Dr. Bender’s LSD experiments continued into the late 1960s and, during that time, continued to include multiple experiments on children
with UML-401, a little known LSD-type drug provided to her by the 
Sandoz Company, as well as UML-491, also a Sandoz product. Bender’s 
reports on her LSD experiments give no indication of whether the 
parents or legal guardians of the subject children were aware of, or 
consented to, the experiments. Without doubt, parents or guardians were 
never informed that the CIA underwrote Bender’s work. Over the years, 
there have been multiple reports that many of Bender’s subject children 
were either “wards of the State” or orphans, but the available 
literature on the experiments reveals nothing on this. The same 
literature makes it obvious that the children had been confined to the 
Creedmoor State Hospital for long periods of time and that many, if 
discharged, needed “suitable homes or placements in the community.” 
There is also no evidence that any follow-up studies were conducted on 
any of the children experimented upon by Dr. Bender. Today, Dr. Bender 
is best known and highly regarded in some circles as the creator of the 
Bender-Gestalt Test, which measures motor skills in children. 
On Bender’s use of LSD on children, Dr. Leon Eisenberg said years later: “She did all sorts of things. Lauretta Bender reached success in
her career long before randomized controlled trials had even been 
heard of. She didn’t see the need for trials of drugs because she was 
convinced she knew what worked.” (See: “A History of Autism: 
Conversations with the Pioneers” by Adam Feinstein, Wiley-Blanchard, 
2010.) Many other physicians speaking privately were far less 
diplomatic in condemning Bender’s LSD work, but, still today, many are 
reluctant to criticize her, and, remarkably, many of the aging 
stalwarts of the arguable “virtues” and “potential” of LSD continue to 
cite her work with children as groundbreaking science. 

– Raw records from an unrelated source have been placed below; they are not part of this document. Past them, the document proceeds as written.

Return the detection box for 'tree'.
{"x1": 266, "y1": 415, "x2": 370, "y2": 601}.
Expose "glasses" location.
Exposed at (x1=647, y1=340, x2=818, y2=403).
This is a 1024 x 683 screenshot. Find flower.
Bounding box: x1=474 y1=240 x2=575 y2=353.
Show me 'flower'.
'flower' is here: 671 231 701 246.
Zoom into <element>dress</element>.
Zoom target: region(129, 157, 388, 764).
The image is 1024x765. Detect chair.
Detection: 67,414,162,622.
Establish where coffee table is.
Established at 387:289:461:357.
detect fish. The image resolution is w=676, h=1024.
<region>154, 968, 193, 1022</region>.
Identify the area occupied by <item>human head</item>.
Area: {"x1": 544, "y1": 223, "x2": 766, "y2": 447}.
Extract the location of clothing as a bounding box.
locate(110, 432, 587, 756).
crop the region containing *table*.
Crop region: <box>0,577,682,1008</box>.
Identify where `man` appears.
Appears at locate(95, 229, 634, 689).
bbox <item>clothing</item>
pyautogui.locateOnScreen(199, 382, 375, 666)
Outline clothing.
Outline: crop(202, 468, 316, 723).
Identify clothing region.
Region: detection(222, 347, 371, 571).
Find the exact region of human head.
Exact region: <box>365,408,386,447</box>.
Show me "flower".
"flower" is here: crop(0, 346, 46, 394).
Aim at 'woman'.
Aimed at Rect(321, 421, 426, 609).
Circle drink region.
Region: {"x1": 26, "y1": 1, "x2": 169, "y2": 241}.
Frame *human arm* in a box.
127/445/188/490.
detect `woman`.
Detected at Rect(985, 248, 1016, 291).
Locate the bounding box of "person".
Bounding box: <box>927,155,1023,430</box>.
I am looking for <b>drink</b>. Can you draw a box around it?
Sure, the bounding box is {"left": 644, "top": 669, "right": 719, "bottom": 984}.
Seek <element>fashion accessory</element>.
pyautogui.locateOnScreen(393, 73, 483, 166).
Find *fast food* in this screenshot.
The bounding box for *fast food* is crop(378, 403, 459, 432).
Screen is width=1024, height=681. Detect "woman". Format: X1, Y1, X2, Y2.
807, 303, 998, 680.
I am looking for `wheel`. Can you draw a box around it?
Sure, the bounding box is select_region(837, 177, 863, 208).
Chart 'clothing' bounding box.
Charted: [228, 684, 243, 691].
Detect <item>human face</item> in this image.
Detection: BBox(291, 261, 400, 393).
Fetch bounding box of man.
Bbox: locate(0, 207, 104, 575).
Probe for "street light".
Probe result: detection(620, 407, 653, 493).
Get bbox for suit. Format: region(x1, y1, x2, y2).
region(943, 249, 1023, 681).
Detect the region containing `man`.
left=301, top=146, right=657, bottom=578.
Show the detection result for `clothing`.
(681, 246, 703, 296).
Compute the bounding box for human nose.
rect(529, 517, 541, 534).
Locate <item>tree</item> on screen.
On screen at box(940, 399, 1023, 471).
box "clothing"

Today, nearly 60 years beyond the horrors of Dr. Bender’s CIA-sponsored experiments on children, few people are aware that they
were conducted. For most people, regardless of their awareness of the 
experiments, it is difficult to fathom how intelligent, highly educated 
physicians and scientists could partake in such brutal, uncaring, 
unethical and illegal experiments on children. What was the basis of 
their motivation? Was it the quest for some sort of elusive medical 
grail? Was it for economic gain? Or was it simply the result of a 
misguided search for knowledge that appeared so infinitely important 
that any sense of compassion and respect for human rights and dignity 
was cast aside in the name of a higher goal or good – a search at times 
so exhilarating with the sense that one is at the precipice of a 
momentous discovery that any semblance of respect for humankind was 
thrown aside? 
One can easily come to any and all these conclusions simply by reading the professional papers of such scientists and researchers. Not
once do any of these papers express concern for the subjects at hand 
or denote any pangs of conscience at violating any oaths, codes and 
statutes regarding patient rights, human rights or human dignity. That 
America’s most shameful period of human experimentation, the years 1950 
through to about 1979, came on the heels of the making and adoption of 
the Nuremberg Codes only adds to the shame and hypocrisy. Today, human 
experimentation is still aggressively conducted by US 
government-sponsored and employed physicians and scientists regardless 
of those codes, which came directly out of the shocking madness of the 
Nazi era. That government-sponsored experimentation still occurs makes a 
mockery of any governmental efforts, however valid, to protect people 
from science run amok – and a nation that uses its young, its children, 
for such pursuits is a nation whose commitment to human rights and 
democratic principles should be seriously questioned and challenged. 
(The names Marion McGill and that of her sister Trudy, are pseudonyms. Marion is a highly respected attorney and college
professor, who asked that her real name not be used in this article.